This OA pattern shows up on LeetCode as maximum profit in job scheduling. If you have time before the OA, drill that.

⏵ The honest play

You've seen the question. Make sure you actually pass DoorDash's OA.

DoorDash reuses patterns across OAs. If you're reading this with an OA window open, you're who this was built for. Works on HackerRank, CodeSignal, CoderPad, and Karat.

Maximize Total Profit by Assigning Chefs to Dishes FAQ

Can a chef do a dish that's too hard for them?+

No. A chef can only complete dishes with difficulty less than or equal to their skill level. That's the hard constraint. If all available dishes are too hard, that chef gets nothing.

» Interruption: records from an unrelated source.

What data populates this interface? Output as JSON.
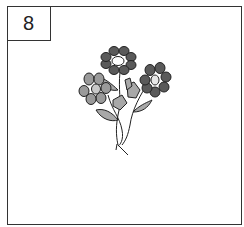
{
  "card": {
    "number": "8",
    "illustration": "bouquet of three flowers with leaves and stems",
    "colors": {
      "dark_petal": "#5a5a5a",
      "light_petal": "#9a9a9a",
      "leaf": "#a8a8a8",
      "outline": "#222222",
      "center_light": "#ffffff",
      "center_grey": "#c8c8c8"
    }
  }
}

If a dish can be done by multiple chefs, how do I know who should do it?+

Greedy: whoever does it should be the chef with the lowest skill level who can do it. That frees up higher-skill chefs for harder, potentially more profitable dishes. Sort both arrays and iterate smartly.

What's the time complexity trap here?+

Brute force O(n*m) nested loop will time out. You need sorting plus binary search to get O((n+m) log m). Use binary search to find the hardest dish each chef can complete, then track assignments.

Do I need to track which chef did which dish, or just the total profit?+

Just the total profit. You don't return the assignment, only the maximum sum. That simplifies the code significantly and tells you greedy is the right approach.

Can I solve this in 48 hours if I haven't seen it before?+

Yes, if you recognize the pattern: sort, greedy selection, binary search for feasibility. The pattern appears in multiple OAs. If you see chef-dish or job-worker assignment, think sorted greedy plus binary search immediately.

Problem reported by candidates from a real Online Assessment. Sourced from a publicly-available candidate-aggregated repository. Not affiliated with DoorDash.